Why would I need to build my own React UI Component library?

Estefany Valdivieso
Crehana
Published in
2 min readMay 30, 2018

There is a large amount of free react ui-component libraries available at npm. These libraries can be really useful when developing a web application if we don’t need (or don’t want) to spend a lot of time setting up the styles and behavior for UI components such as buttons, tabs, select controls (dropdown menus, checkboxes), dialogs…

But there are some times when you need to customize components with specific behaviors, and you notice that you need to override way too many styles and functions and start opening issues asking for features for specific use cases for your application. That’s when you may start thinking about making your own reusable ui components inside your application, which can have exactly the behavior you need based on different props passed to them.

But the problem won’t end there. Most companies have multiple projects that usually need to follow the same design guidelines. Imagine how tedious would be if you had to build the same components over and over for every new application the company needs. If you instead build an npm library (either public or private) with every common ui component, you would just need to install it on each project and start using it. As simple as that.

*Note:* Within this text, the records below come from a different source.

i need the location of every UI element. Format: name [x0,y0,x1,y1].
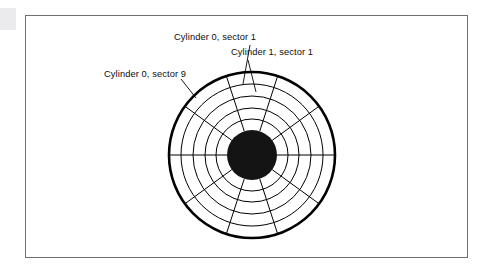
sector-spoke-1 [272,106,319,140]
label-cylinder-0-sector-9: Cylinder 0, sector 9 [104,70,186,79]
sector-spoke-9 [272,170,319,204]
spindle-hub-circle [227,130,277,180]
label-cylinder-0-sector-1: Cylinder 0, sector 1 [174,33,256,42]
label-cylinder-1-sector-1: Cylinder 1, sector 1 [231,48,313,57]
figure-page: Cylinder 0, sector 1 Cylinder 1, sector … [0,0,493,274]
leader-line-cylinder-1-sector-1 [248,60,256,92]
leader-line-cylinder-0-sector-9 [181,79,196,98]
sector-spoke-6 [185,170,232,204]
sector-spoke-4 [185,106,232,140]
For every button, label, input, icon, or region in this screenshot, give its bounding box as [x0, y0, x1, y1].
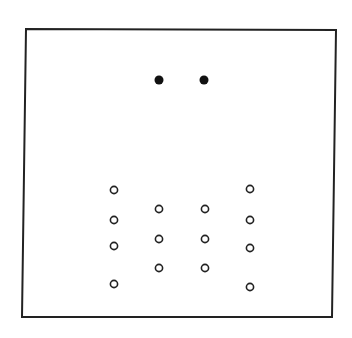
filled-dot-icon: [200, 76, 209, 85]
dot-pattern-figure: [0, 0, 352, 338]
filled-dot-icon: [155, 76, 164, 85]
background: [0, 0, 352, 338]
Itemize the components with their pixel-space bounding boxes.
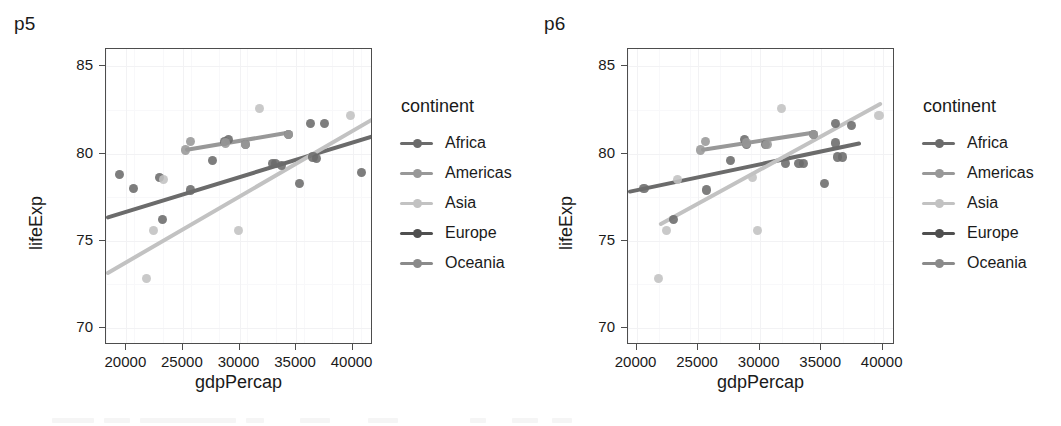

Even if you don’t need to share components between applications, you may want to consider building an ui component library due to many other benefits. To begin with, this project is built for only ui components (that is, “atoms” and some “molecules” according to the atomic design), so it can be developed completely independently from the main project, maintaining its own versioning, with can be upgraded (or downgraded) in your main project whenever you find it necessary.

On the other hand, dependencies strictly related to interfaces don't need to be included directly in your main project, if at some point you want to change some core ui dependency or implement your own solution, it can be almost a transparent change to the main project where the library is installed. Also, styling solutions can differ from the ones being used in the main project.